Osiecki looked down into his beer stein, turning it on the table, then looked back up at her.

“See what you can turn up in the next couple of days,” he said. “Don’t push too hard! I know you, and you can get carried away by your own enthusiasm. Like you say, the best we can do is to confirm what he’s reported, and it’s not worth risking losing you—or even just one of your sources—for something that…indeterminate. But I’ve got a courier headed out for Uromachi day after tomorrow. I’d like to send along anything we’ve been able to confirm—or not—when he goes.”

“Understood.”

Kawaguchi nodded and addressed herself to her salad once more.

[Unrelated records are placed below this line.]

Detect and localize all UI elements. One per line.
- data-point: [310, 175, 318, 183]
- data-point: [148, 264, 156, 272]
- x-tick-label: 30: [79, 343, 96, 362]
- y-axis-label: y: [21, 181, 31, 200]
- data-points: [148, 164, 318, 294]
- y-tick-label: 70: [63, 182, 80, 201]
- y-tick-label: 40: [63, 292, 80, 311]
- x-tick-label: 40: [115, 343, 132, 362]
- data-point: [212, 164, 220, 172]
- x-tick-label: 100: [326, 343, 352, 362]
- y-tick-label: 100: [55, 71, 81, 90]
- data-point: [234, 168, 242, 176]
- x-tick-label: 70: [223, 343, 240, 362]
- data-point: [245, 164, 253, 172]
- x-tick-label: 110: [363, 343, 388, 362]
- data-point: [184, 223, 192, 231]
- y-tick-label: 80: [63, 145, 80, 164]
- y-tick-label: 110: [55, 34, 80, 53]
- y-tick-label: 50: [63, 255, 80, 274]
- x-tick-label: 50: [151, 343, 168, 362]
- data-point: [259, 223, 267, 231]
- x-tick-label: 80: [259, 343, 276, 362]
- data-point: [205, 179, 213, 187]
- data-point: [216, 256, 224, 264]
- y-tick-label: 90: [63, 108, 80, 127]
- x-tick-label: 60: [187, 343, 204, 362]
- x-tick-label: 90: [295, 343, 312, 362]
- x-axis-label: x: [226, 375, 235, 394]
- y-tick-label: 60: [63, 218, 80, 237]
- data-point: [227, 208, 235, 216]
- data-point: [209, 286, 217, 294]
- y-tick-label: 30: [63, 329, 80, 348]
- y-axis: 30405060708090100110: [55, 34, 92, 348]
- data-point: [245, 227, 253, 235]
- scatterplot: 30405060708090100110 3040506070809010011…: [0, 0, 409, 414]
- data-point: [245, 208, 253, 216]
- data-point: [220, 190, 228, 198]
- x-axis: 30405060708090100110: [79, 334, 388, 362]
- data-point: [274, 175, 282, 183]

The most frustrating thing about her otherwise satisfactory assignment was how long it took for anything they reported to reach home. Any spy—for that matter, anyone involved in interstellar commerce of any sort—had to factor voyage time into every equation and decision, but that didn’t mean she had to like it. Especially when it came to something like this.

She didn’t know what Murphy was up to any more than the Five Hundred did, but unlike the Five Hundred, she expected whatever it was to hurt the Terran League more than it would the Federation. God only knew what a truly competent Fed task force commander might do if he was prepared to ignore the Fokaides Directive and actually do his damned job. But while God might be the only one who knew, Kawaguchi Kurumi—and Ryom Jung-Soo—strongly suspected she wouldn’t like it. In fact, she didn’t much like even contemplating the possibilities.

And it was almost eight months from Sol to Uromachi by way of the Cairo System. One hell of a lot of those unpalatable possibilities could happen while their message was in transit.